Tuesday, December 21, 2010

WORD of the day

rococo \roh-kuh-KOH\, adjective:

1. Ornate or florid in speech, writing, or general style.
2. Pertaining to a style of painting developed simultaneously with the rococo in architecture and decoration, characterized chiefly by smallness of scale, delicacy of color, freedom of brushwork, and the selection of playful subjects as thematic material.

noun:
1. A style of architecture and decoration, originating in France about 1720, evolved from Baroque types and distinguished by its elegant refinement in using different materials for a delicate overall effect and by its ornament of shellwork, foliage, etc.

adjective:
1. In the manner of, or suggested by rococo architecture, decoration, or music or the general atmosphere and spirit of the rococo.
Whereas the author's early works, like "Dead Babies" and "The Rachel Papers," were animated by a satiric gift for social observation and a deliciously black wit, this novel tackles the same themes - sex and identity and coming of age - with weary determination, and lacquers them all with pompous, inanely rococo meditations about the nature of art and truth.
-- Michiko Kakutani, "The Sexual Revolution Dissected", New York Times, May 2010
"Is this some sort of grandiose and rococo midlife crisis? Are you that afraid of getting old? Aging is the most natural thing in the world." He snorted.
-- Tom Robbins, Jitterbug perfume

Rococo originates as a humorous alteration of the French rocaille, "shellwork, pebble-work", refering to the excessive use of shell designs in the style of various French monarchs.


## Exercise goal
Find the string "region" in the data, and copy out each line that has it.
==== Source data
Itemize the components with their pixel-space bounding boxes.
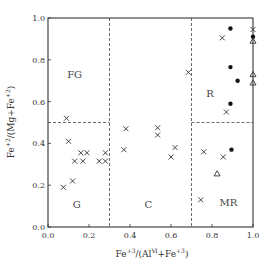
scatter-chart: 0.00.20.40.60.81.0 0.00.20.40.60.81.0 FG… <box>0 0 267 270</box>
cross-marker-icon <box>61 185 66 190</box>
region-dividers <box>48 18 253 227</box>
region-label-g: G <box>73 199 81 210</box>
x-tick-label: 0.2 <box>83 231 96 240</box>
cross-marker-icon <box>155 125 160 130</box>
cross-marker-icon <box>70 179 75 184</box>
region-label-mr: MR <box>220 197 238 208</box>
cross-marker-icon <box>84 150 89 155</box>
region-label-fg: FG <box>67 69 82 80</box>
y-axis-title: Fe+2/(Mg+Fe+2) <box>4 86 16 158</box>
cross-marker-icon <box>220 35 225 40</box>
filled-circle-marker-icon <box>228 65 232 69</box>
y-tick-label: 0.4 <box>32 139 45 148</box>
cross-marker-icon <box>78 150 83 155</box>
x-tick-label: 0.4 <box>124 231 137 240</box>
x-axis-ticks: 0.00.20.40.60.81.0 <box>42 224 260 240</box>
cross-marker-icon <box>123 126 128 131</box>
x-tick-label: 0.6 <box>165 231 178 240</box>
cross-marker-icon <box>97 159 102 164</box>
triangle-marker-icon <box>214 171 220 176</box>
filled-circle-marker-icon <box>229 147 233 151</box>
x-tick-label: 1.0 <box>247 231 260 240</box>
region-label-c: C <box>145 199 153 210</box>
region-label-r: R <box>206 88 214 99</box>
cross-marker-icon <box>221 154 226 159</box>
cross-marker-icon <box>64 116 69 121</box>
filled-circle-marker-icon <box>228 101 232 105</box>
cross-marker-icon <box>103 150 108 155</box>
cross-marker-icon <box>169 154 174 159</box>
filled-circle-marker-icon <box>235 79 239 83</box>
x-tick-label: 0.8 <box>206 231 219 240</box>
y-tick-label: 0.2 <box>32 181 45 190</box>
cross-marker-icon <box>121 147 126 152</box>
cross-marker-icon <box>173 145 178 150</box>
x-tick-label: 0.0 <box>42 231 55 240</box>
y-tick-label: 0.6 <box>32 98 45 107</box>
cross-marker-icon <box>198 197 203 202</box>
cross-marker-icon <box>66 139 71 144</box>
cross-marker-icon <box>72 159 77 164</box>
x-axis-title: Fe+3/(AlⅥ+Fe+3) <box>116 247 189 259</box>
filled-circle-marker-icon <box>228 26 232 30</box>
y-tick-label: 0.0 <box>32 223 45 232</box>
y-tick-label: 1.0 <box>32 14 45 23</box>
cross-marker-icon <box>80 159 85 164</box>
cross-marker-icon <box>103 159 108 164</box>
y-tick-label: 0.8 <box>32 56 45 65</box>
cross-marker-icon <box>201 149 206 154</box>
data-points <box>61 26 256 202</box>
cross-marker-icon <box>155 133 160 138</box>
region-labels: FGGCRMR <box>67 69 238 210</box>
cross-marker-icon <box>186 70 191 75</box>
cross-marker-icon <box>224 110 229 115</box>
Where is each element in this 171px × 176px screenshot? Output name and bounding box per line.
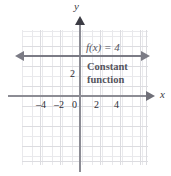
function-line-constant xyxy=(24,55,142,57)
function-equation-label: f(x) = 4 xyxy=(86,41,120,53)
x-axis-arrow-icon xyxy=(146,91,155,101)
function-caption: Constant function xyxy=(87,60,128,86)
function-arrow-right-icon xyxy=(141,51,150,61)
y-axis-arrow-icon xyxy=(75,16,85,25)
function-caption-line2: function xyxy=(87,73,128,86)
y-axis-label: y xyxy=(74,0,79,12)
function-arrow-left-icon xyxy=(15,51,24,61)
graph-grid-major xyxy=(22,30,148,165)
y-tick-label-2: 2 xyxy=(70,68,75,79)
x-tick-label-zero: 0 xyxy=(72,99,77,110)
constant-function-graph: y x f(x) = 4 Constant function –4 –2 0 2… xyxy=(0,0,171,176)
x-axis-line xyxy=(8,95,148,97)
y-axis-line xyxy=(79,24,81,172)
x-tick-label-neg2: –2 xyxy=(54,99,64,110)
x-tick-label-neg4: –4 xyxy=(36,99,46,110)
x-tick-label-2: 2 xyxy=(94,99,99,110)
x-tick-label-4: 4 xyxy=(114,99,119,110)
function-caption-line1: Constant xyxy=(87,60,128,73)
x-axis-label: x xyxy=(160,88,165,100)
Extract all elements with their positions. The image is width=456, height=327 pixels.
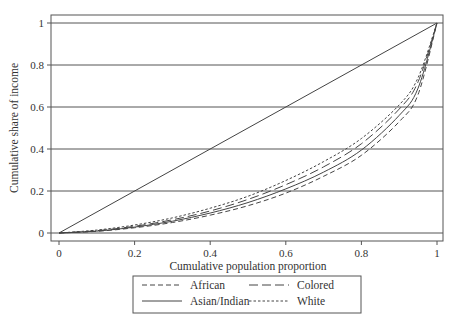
- y-tick-label: 0.6: [30, 101, 44, 113]
- y-tick-label: 0.2: [30, 185, 44, 197]
- y-tick-label: 1: [39, 17, 45, 29]
- legend-label-african: African: [190, 279, 225, 291]
- x-axis: 00.20.40.60.81: [56, 241, 440, 259]
- x-tick-label: 1: [434, 247, 440, 259]
- y-tick-label: 0.8: [30, 59, 44, 71]
- x-tick-label: 0.2: [128, 247, 142, 259]
- legend-label-asian-indian: Asian/Indian: [190, 295, 250, 307]
- x-axis-title: Cumulative population proportion: [169, 260, 326, 273]
- y-tick-label: 0.4: [30, 143, 44, 155]
- y-tick-label: 0: [39, 227, 45, 239]
- y-axis: 00.20.40.60.81: [30, 17, 51, 239]
- x-tick-label: 0.4: [203, 247, 217, 259]
- y-axis-title: Cumulative share of income: [8, 63, 20, 193]
- lorenz-chart: 00.20.40.60.81 00.20.40.60.81 Cumulative…: [0, 0, 456, 327]
- legend-label-white: White: [297, 295, 325, 307]
- series-group: [59, 23, 437, 233]
- x-tick-label: 0.6: [279, 247, 293, 259]
- x-tick-label: 0.8: [355, 247, 369, 259]
- x-tick-label: 0: [56, 247, 62, 259]
- legend-label-colored: Colored: [297, 279, 334, 291]
- legend: AfricanColoredAsian/IndianWhite: [133, 276, 361, 313]
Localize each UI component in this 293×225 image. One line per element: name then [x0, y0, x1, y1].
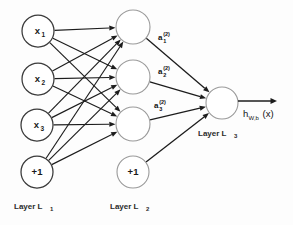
layer-caption-L1: Layer L1	[14, 202, 54, 212]
output-label-subscript: W,b	[249, 115, 260, 121]
diagram-canvas: x1x2x3+1+1 a(2)1a(2)2a(2)3Layer L1Layer …	[0, 0, 293, 225]
node-layer: x1x2x3+1+1	[21, 10, 238, 188]
layer-caption-L3-subscript: 3	[234, 133, 238, 139]
activation-label-a3-subscript: 3	[159, 106, 162, 112]
edge-hidden-node-2-to-output-node	[150, 82, 206, 99]
input-node-bias-text: +1	[32, 166, 44, 177]
hidden-node-2[interactable]	[116, 60, 150, 94]
input-node-x3-subscript: 3	[40, 125, 44, 132]
activation-label-a1-subscript: 1	[163, 38, 166, 44]
activation-label-a1-superscript: (2)	[163, 31, 170, 37]
output-arrow	[238, 98, 277, 104]
input-node-x3[interactable]: x3	[21, 109, 53, 141]
edge-layer	[46, 26, 209, 165]
activation-label-a2-subscript: 2	[163, 72, 166, 78]
output-label-argument: (x)	[263, 108, 274, 119]
input-node-x2[interactable]: x2	[22, 63, 54, 95]
input-node-x3-text: x	[34, 119, 40, 130]
activation-label-a2: a(2)2	[158, 65, 170, 78]
layer-caption-L3-text: Layer L	[198, 129, 227, 138]
input-node-x1-text: x	[35, 25, 41, 36]
layer-caption-L2: Layer L2	[110, 202, 150, 212]
hidden-node-3[interactable]	[116, 107, 150, 141]
activation-label-a2-superscript: (2)	[163, 65, 170, 71]
activation-label-a1: a(2)1	[158, 31, 170, 44]
output-label-base: h	[243, 108, 248, 119]
layer-caption-L1-subscript: 1	[50, 206, 54, 212]
edge-input-node-x1-to-hidden-node-1	[54, 26, 115, 31]
input-node-x2-subscript: 2	[41, 79, 45, 86]
hidden-node-1[interactable]	[116, 10, 150, 44]
neural-network-svg: x1x2x3+1+1 a(2)1a(2)2a(2)3Layer L1Layer …	[0, 0, 293, 225]
input-node-x1[interactable]: x1	[22, 15, 54, 47]
layer-caption-L2-text: Layer L	[110, 202, 139, 211]
layer-caption-L2-subscript: 2	[146, 206, 150, 212]
output-node[interactable]	[206, 87, 238, 119]
input-node-bias[interactable]: +1	[21, 156, 53, 188]
activation-label-a3-superscript: (2)	[159, 99, 166, 105]
hidden-node-bias-text: +1	[128, 166, 140, 177]
output-label: hW,b(x)	[243, 108, 274, 121]
hidden-node-bias[interactable]: +1	[117, 156, 149, 188]
input-node-x1-subscript: 1	[41, 31, 45, 38]
input-node-x2-text: x	[35, 73, 41, 84]
layer-caption-L3: Layer L3	[198, 129, 238, 139]
edge-input-node-bias-to-hidden-node-1	[46, 42, 123, 159]
activation-label-a3: a(2)3	[154, 99, 166, 112]
layer-caption-L1-text: Layer L	[14, 202, 43, 211]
========
## Written answer
region-dividers <box>48 18 253 227</box>
region-label-g: G <box>73 199 81 210</box>
region-label-mr: MR <box>220 197 238 208</box>
region-label-fg: FG <box>67 69 82 80</box>
region-label-c: C <box>145 199 153 210</box>
region-label-r: R <box>206 88 214 99</box>
region-labels: FGGCRMR <box>67 69 238 210</box>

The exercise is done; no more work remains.